Laocoön and His Sons sculpture shows them being attacked by sea serpents. As related in the Aeneid, after a nine-year war on the beaches of Troy between the Danaans (Greeks from the mainland) and the Trojans, the Greek seer Calchas induces the leaders of the Greek army to win the war by means of subterfuge: build a huge wooden horse and sail away from Troy as if in defeat—leaving the horse ...
Aeneas Flees Burning Troy, by Federico Barocci (1598). Galleria Borghese, Rome, Italy Map of Aeneas' fictional journey. The Aeneid (/ ɪ ˈ n iː ɪ d / ih-NEE-id; Latin: Aenēĭs [ae̯ˈneːɪs] or [ˈae̯neɪs]) is a Latin epic poem that tells the legendary story of Aeneas, a Trojan who fled the fall of Troy and travelled to Italy, where he became the ancestor of the Romans.
Biographical information about Virgil is transmitted chiefly in vitae ('lives') of the poet prefixed to commentaries on his work by Probus, Donatus, and Servius.The life given by Donatus is generally considered to closely reproduce the life of Virgil from a lost work of Suetonius on the lives of famous authors, just as Donatus used this source for the poet's life in his commentary on Terence ...
The edition of Georg Thilo and Hermann Hagen (1878–1902), remains the only edition of the whole of Servius' work.
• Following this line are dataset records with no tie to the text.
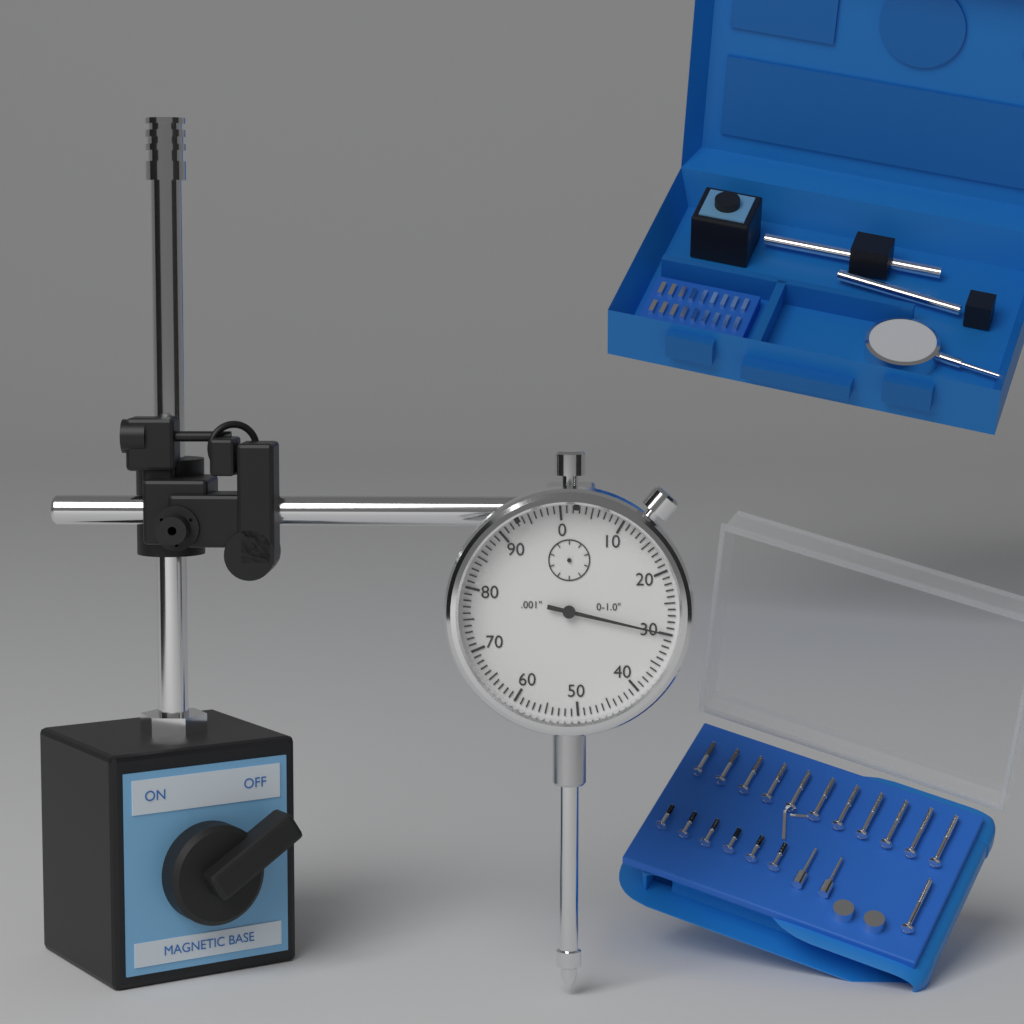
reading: 0.030 in
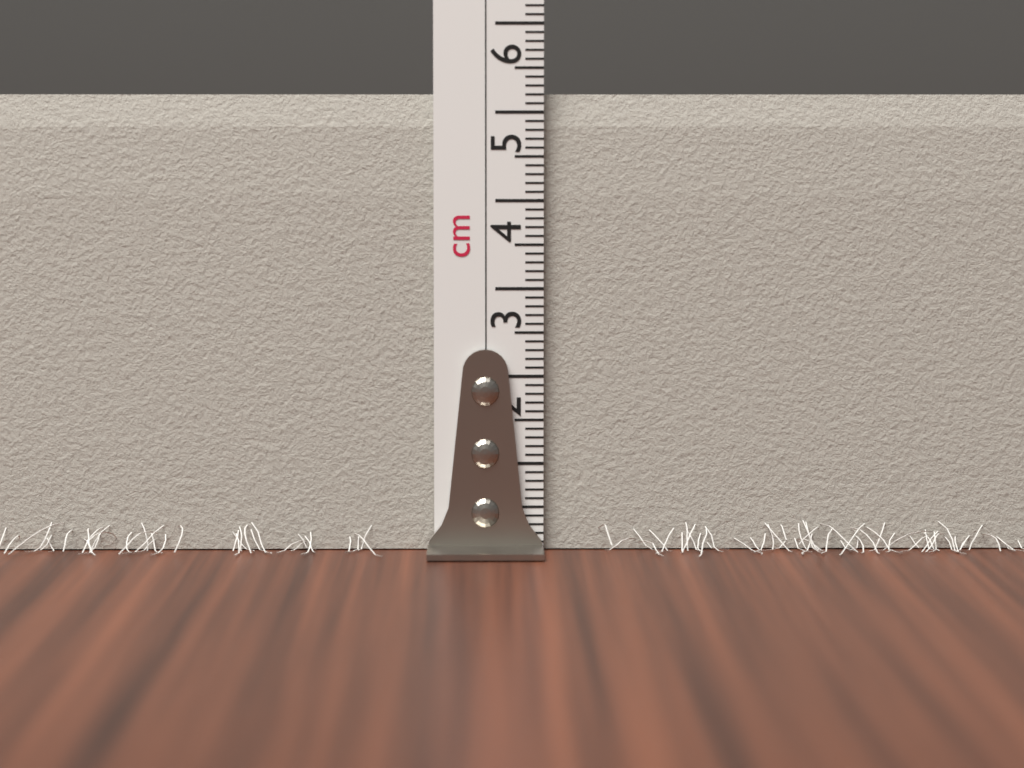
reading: 5.2 cm
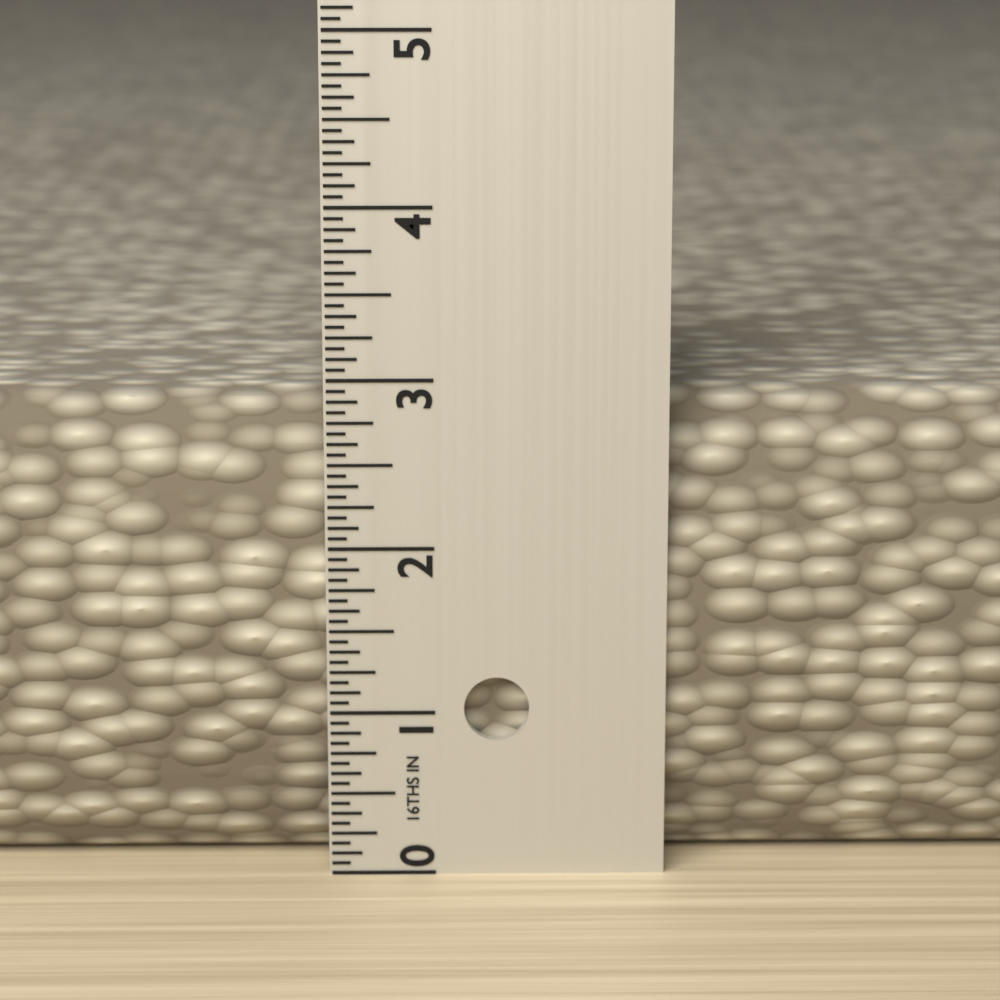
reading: 2.8750 in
Currently in development is the Harvard Servius (Servianorum in Vergilii Carmina Commentariorum: Editionis Harvardianae); of the projected five volumes, two have so far appeared: ii (Aeneid 1–2), 1946, and iii (Aeneid 3–5), 1965.
Though Virgil's sweeping descriptions cannot be seen, Aeneas is holding his shield in his left hand. The Shield of Aeneas is the shield that Aeneas receives from the god Vulcan in Book VIII of Virgil's Aeneid to aid in his war against the Rutuli. Imprinted on the front of the shield is a grand depiction of the destiny of Aeneas' descendants and ...
Darkness Visible: A Study of Vergil's Aeneid is an academic monograph by the American Latinist W. R. Johnson.Published in 1976 by University of California Press, the book presents an interpretation of the Aeneid, an epic by the Roman poet Vergil.
The Vergilius Vaticanus, also known as Vatican Virgil [1] (Vatican, Biblioteca Apostolica, Cod. Vat. lat. 3225), is a Late Antique illuminated manuscript containing fragments of Virgil's Aeneid and Georgics. It was made in Rome in around 400 CE, [2] and is one of the oldest surviving sources for the text of the Aeneid.